We are fans of Victorian literature in general and Thomas Hardy in particular. Thomas Hardy is a brilliant writer and observer of the natural world. His characters work in and alongside the earth, and though Hardy’s books explore very human themes – crossed love, death, the rise and fall of fortunes and families – Hardy never lets the reader or his characters forget that they are under a vast, mysterious, beautiful firmament, a firmament and earth that is at best indifferent to the minute workings of human endeavor.

Thomas Hardy is also a writer very much of his time. Though Thomas Hardy is considered a novelist of the New Woman, who expanded traditional images of the Victorian woman and subverted the “angel in the house” trope, contemporary readers of Hardy might feel Hardy’s depiction of what he characterizes as womanly faults, as well as his valorizing of certain traditionally masculine traits leaves something to be desired. For the Victorians (and much of the Western canon), polite society and the interactions between women and men were bound by an intricate social code upon which they believed the very fabric of society depended. Unsurprisingly, this involved, in part, the control of women’s sexuality and the relegation of the woman to the home (as well as a whole lot of constrictive undergarments). Hardy, to his credit, is very far beyond his time in his depiction of women – for example, his heroine Bathsheba, in Far From the Madding Crowd, manages her own farm and makes bold forays into the world of men. Pretty radical stuff for the time!

Still, because nobody’s perfect psychic, that prescient move toward equality is sometimes overtaken by some bogus gender essentialism. Even Hardy indulges in a few unfair or absurd proclamations about what women do, and what they are like (remember Jude Fawley falling prey to Arabella’s cunning?). Therefore, in the spirit of Hardy’s egalitarian views of womanhood, and because we’re here to celebrate Hardy’s brilliance and not to bag on him for not anticipating Third-wave feminism, we’re playfully retrofitting the Victorian male gaze with a healthy dose of the female gaze. 

It’s not just about eye-candy in a general sense. Tom Hardy (actor, dog lover, bearer of children and intricately layered tattoos) is another one of our healthy obsessions.

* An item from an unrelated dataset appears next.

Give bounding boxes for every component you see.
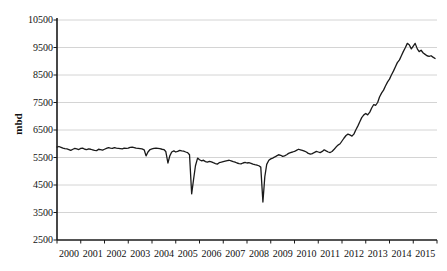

He’s an ideal candidate for this project for a few reasons besides the silly coincidence that he shares a name with one of our favorite writers. For one thing, he’s a guy interested in dichotomized-yet-fluid public concepts of masculinity and femininity; he’s also spoken eloquently about his desire to shape his image, the contrast between inner life and appearance.

“I don’t feel rugged and strong and capable in real life, not how I imagine a man ought to be,” he told Esquire. “So I seek it, to mimic it and maybe understand it, or maybe to draw it into my own reality.”

Not for nothing: he also won over our hearts with his entirely nonplussed responses to questions about his decentralized position in the revolutionary matriarchal text Mad Max: Fury Road.

And beyond that, Tom Hardy is also a millennial baby who is old enough to have a Myspace page and to have remnants of his half-naked bathroom selfies trailing around in the wake of his now much more curated (or – differently curated) public persona. Tom Hardy makes visible the illusion of celebrity perfection, because he carries these past selves and (thus far) allows them to visibly haunt and trail his movie star persona. In short, he has a doofy side, and he’s not tried to bury or disown that as he’s matured into his career. We adore this.

So – in the spirit of feminist reclamation of a single (male-written) story of the feminine, we lovingly gather all of Tom Hardy’s messy, disparate selves together (or, if not all the selves, as many selves as we can carry) in hearty appreciation of all that is wholly, chaotically, naturally human. We hope the Hardy boys would approve.

Gonna reblog this oneeeeee more time because this project gives me purpose and life.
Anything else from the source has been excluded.